The video animation Untitled (Head Falling 02), hand-painted by Diego Marcon, shows a close-up of a head caught on the threshold between sleep and wakefulness or maybe from wakefulness to sleep. The film is projected as a ten-second loop where the first and last frames coincide. Working mainly in video and film, Marcon is familiar with the consequences of eyestrain. In 2015 he found himself confronted with an overwhelming quantity of visual information, which left him feeling drained and confused. He was inundated by both viral online videos of the Paris attacks and the refugee crisis, compounded by viewers’ emotional responses to these events on social media as well as by the sprawling video-art archive in Milan that he was working at. In order to disconnect from the constant stream of images, and to find a non-documentary approach to picture visual stress, Marcon turned to animation.

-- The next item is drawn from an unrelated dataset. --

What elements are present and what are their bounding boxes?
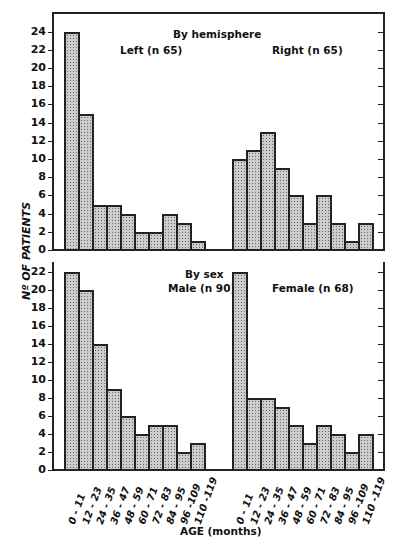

Untitled (Head Falling 02) was the last piece in which the artist adopted the laborious, old-school technique of ‘direct cinema’, painting images frame by frame directly onto a 16mm clear leader creating almost 2,000 miniatures. Using liquid fabric inks and black markers to form a base, he then scratched the colored surface with a needle to let the light pierce through. Through the protagonist of this film, a lonely teenager, trapped in doubt and indeterminacy, and who we find in other works of the same series, Marcon portraits a range of emotions that have become more and more prevalent since 2015—overwhelmed by images, struck by social media, and exhausted by impotence towards a political situation that is suspended between the tragic and the grotesque.

Diego Marcon uses film, video and installation to investigate the ontology of the moving image, focusing on the relationship between reality and representation. This theoretical approach is used to address more popular forms of image such as horror, slapstick comedy and cartoons. Exaggerating and multiplying the tropes of these genres, his work takes on an uncanny dimension. He addresses historical realities, memory and politics, drawing on analogue film archives which provide him with a basis for a study on the construction of emotions. His characters are often young and melancholy and inhabit the worlds that he creates through the synthesis of old techniques with more recent digital technologies.